87 U. S. 20 Wall. 583,
87 U. S. 589."
Here also, the coupons held by the petitioner were distinct
contracts imposing separate obligations upon the state. He was not
the owner of the bonds to which they had been originally attached.
In his hands, they were as free and discharged from all liability
on those bonds as though they had never been connected with them.
And surely it is not necessary to argue that an act which requires
the holder of one contract to pay the taxes levied upon another
contract held by a stranger cannot be sustained. Such an act is not
a legitimate exercise of the taxing power: it undertakes to impose
upon one the burden which should fall, if at all, upon another.
Page 102 U. S. 685
The Funding Act stipulated that the coupons should be receivable
for all taxes and dues to the state -- that is, for taxes and dues
owing by the holders of the coupons, and for their full amount, and
upon this pledge the holders of the bonds of the state surrendered
them, and took new bonds for two-thirds of their amount. The act of
1876 declares that the coupons shall not be thus received for taxes
and dues owing by the holders of them for their full amount, but
only for such portion as may remain after a tax subsequently levied
upon the bonds, to which they were originally attached, is
deducted, though the bonds be held by other parties. If this act
does not impair the contract with the bondholder -- who was
authorized to transfer to others the coupons with this quality of
receivability for taxes annexed -- and also the contract with the
bearer of the coupon written on its face that it should be received
for all taxes to the state, it is difficult to see in what way the
contract with either would be impaired, even though the tax on the
bond should equal the whole face of its coupons. If, against the
express terms of the contract, the state can take a portion of the
interest in the shape of a tax on the bond, it may at its pleasure
take the whole.
We are clear that this act of Virginia of 1876 (sec. 117),
requiring the tax on her bonds, issued under the Funding Act of
March 30, 1871, to be deducted from the coupons originally attached
to them when tendered in payment of taxes or other dues to the
state, cannot be applied to coupons separated from the bonds and
held by different owners without impairing the contract with such
bondholders contained in the Funding Act and the contract with the
bearer of the coupons. It follows that the petitioner was entitled
to a writ of mandamus to compel the Treasurer of the city of
Richmond to receive the coupons, tendered to him in payment of
taxes due the state, for their full amount.

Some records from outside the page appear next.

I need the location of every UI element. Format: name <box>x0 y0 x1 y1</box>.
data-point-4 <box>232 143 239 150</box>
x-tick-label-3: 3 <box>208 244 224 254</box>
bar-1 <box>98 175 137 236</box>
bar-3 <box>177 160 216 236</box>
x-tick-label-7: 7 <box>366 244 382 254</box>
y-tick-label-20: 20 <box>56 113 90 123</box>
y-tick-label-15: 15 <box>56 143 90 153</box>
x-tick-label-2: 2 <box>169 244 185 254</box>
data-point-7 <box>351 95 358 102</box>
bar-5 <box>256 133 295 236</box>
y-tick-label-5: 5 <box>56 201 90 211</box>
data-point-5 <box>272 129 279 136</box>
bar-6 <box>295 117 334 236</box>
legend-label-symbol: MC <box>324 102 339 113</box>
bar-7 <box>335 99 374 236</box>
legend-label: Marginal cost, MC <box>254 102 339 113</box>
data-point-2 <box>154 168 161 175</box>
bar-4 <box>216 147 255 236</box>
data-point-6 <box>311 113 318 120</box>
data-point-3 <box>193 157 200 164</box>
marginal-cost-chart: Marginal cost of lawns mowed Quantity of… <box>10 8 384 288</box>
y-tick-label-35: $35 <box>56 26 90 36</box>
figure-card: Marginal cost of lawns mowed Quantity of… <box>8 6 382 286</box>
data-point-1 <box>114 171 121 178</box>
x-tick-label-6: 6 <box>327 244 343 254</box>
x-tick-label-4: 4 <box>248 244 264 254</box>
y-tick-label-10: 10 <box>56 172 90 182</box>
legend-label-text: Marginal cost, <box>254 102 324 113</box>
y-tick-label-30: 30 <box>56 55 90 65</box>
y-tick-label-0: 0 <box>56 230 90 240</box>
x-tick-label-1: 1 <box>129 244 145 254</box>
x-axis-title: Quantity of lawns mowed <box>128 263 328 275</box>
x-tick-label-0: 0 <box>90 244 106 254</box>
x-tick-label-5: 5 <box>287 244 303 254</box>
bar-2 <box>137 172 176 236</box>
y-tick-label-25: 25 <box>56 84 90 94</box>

The judgment of the Supreme Court of Appeals denying the writ
must therefore be reversed and the case remanded for further
proceedings in accordance with this opinion, and it is
So ordered.
Page 102 U. S. 686
MR. JUSTICE MILLER, dissenting.
I dissent from the judgment of the Court. In addition to the
general proposition which I have always maintained, that no
legislature of a state has authority to bargain away the state's
right of taxation, I am of opinion that in issuing the bonds and
coupons which are the subject of this controversy, the Legislature
of Virginia neither in terms nor by any just inference made any
contract that the bonds and coupons should not be subject to the
same taxes as other property taxed by the state.